2. Open the abdomen of the animal, remove its alimentary canal, and cut away (with stout scissors) the ventral portion of the pelvic girdle. The dark-red kidneys will then be easily recognized on each side of the dorsal part of the abdominal cavity, the right one nearer the head than the left.
3. Dissect away neatly the connective tissue, etc., in front of the vertebral column, so as to clean the inferior vena cava and the abdominal aorta. Trace out the renal arteries and veins.
4. Find the ureter, a slender tube passing back from the kidney towards the pelvis: it leaves the inner border of the kidney behind the vein and artery; and lying, at first, at some distance from the middle line, converges towards its fellow as it passes back.
5. Follow the ureters back until they reach the urinary bladder; dissect away the tissues around the latter and note its form, etc.
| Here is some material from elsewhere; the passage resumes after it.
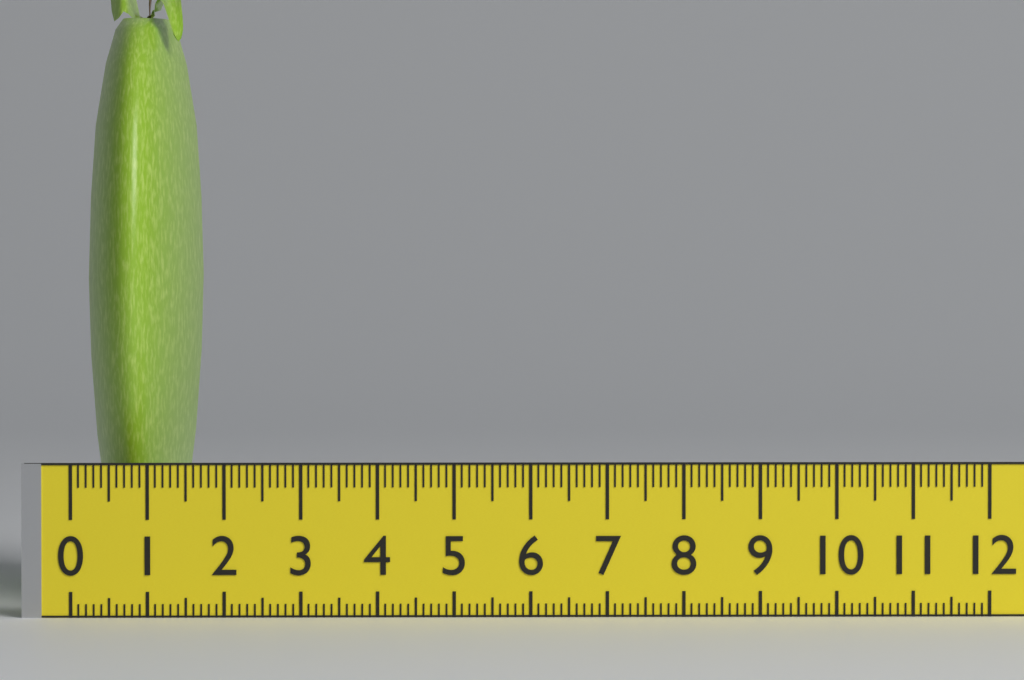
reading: 1.5 (no unit)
6. Open the bladder; find the apertures of entry of the ureters, and pass bristles through them into those tubes. Note the mucous membrane lining the bladder.
7. Remove one kidney from the body and divide it from its outer to near its inner border; turn the two halves apart (still leaving them connected by the tissues at the inner border), and examine the cut surfaces.
8. Note at the inner border (hilus) the dilatation (pelvis) of the ureter; the outer, darker, granular cortical portion of the kidney, and the inner, paler, smoother medullary portion; the papilla formed by a projection of the medullary substance at the hilus, contained in an expansion (calyx) of the pelvis of the ureter.
9. Obtain a fresh sheep's kidney. Divide it by a section made through it from its outer to its inner border. On the cut surfaces the cortex and medulla will be more readily demonstrated than on the rat's kidney. The pyramids of Malpighi will also be easily seen, and the offshoots of the cortex extending between them.